April 11th, 2012. The OpenNebula project is proud to announce the availability of OpenNebula 3.4 (Wild Duck). The software brings countless valuable contributions by many members of our community, and specially from Research in Motion, Logica, Terradue 2.0, CloudWeavers, Clemson University, and Vilnius University.
As main new feature, OpenNebula 3.4 incorporates support for multiple Datastores that provides extreme flexibility in planning the storage backend and important performance benefits, such as balancing I/O operations, defining different SLA policies and features for different VM types or users, or easily scaling the cloud storage. Additionally, OpenNebula 3.4 also features improvements in other areas like support for clusters (resource pools), new tree-like menus for Sunstone, or the addition of the Elastic IP calls in the EC2 Query API.
As usual OpenNebula releases are named after a Nebula. The Wild Duck Cluster (also known as Messier 11, or NGC 6705) is an open cluster in the constellation Scutum.
Highlights of OpenNebula 3.4
Notable improvements include, but are not limited to:
- Datastores. OpenNebula 3.4 is shipped with 3 basic datastores: filesystem to store disk images in a file form and with image transferring using ssh or shared file systems (NFS, GlusterFS, Lustre…); iSCSI/LVM to store disk images in a block device form; and VMware, a datastore specialized for the VMware hypervisor that handles the vmdk format.

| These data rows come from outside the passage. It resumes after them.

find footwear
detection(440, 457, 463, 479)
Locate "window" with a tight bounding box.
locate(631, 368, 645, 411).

- New Transfer Drivers. Cloud hosts are not tied to a single transfer mechanism (transfer driver) and now can access images from different datastores in different ways, so providing extreme flexibility in planning the storage backend and important performance benefits.

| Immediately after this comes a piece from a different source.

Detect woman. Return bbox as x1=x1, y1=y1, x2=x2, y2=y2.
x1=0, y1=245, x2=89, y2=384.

- Clusters. A Cluster is a pool of resources that includes physical hosts, datastores and networks for load balancing, high availability, and high performance computing.
- Improved Sunstone. New Navigation menu, more translations, secure web sockets…
- Revamped Virtual DataCenters in OpenNebula Zones. The new VDC is defined as a fully-isolated set of virtual resources within a cluster where a group of users, under the control of the VDC administrator, can create and manage compute, storage and networking capacity.
- Improved Cloud APIs. More API calls in the EC2 Query and OCCI APIs, more Auth methods, logging facilities and cloud partitioning to route public users to an specific cluster.
- Hybrid Cloud Computing. Improved EC2 hybrid driver, to support most of the EC2 features like tags, security groups or VPC.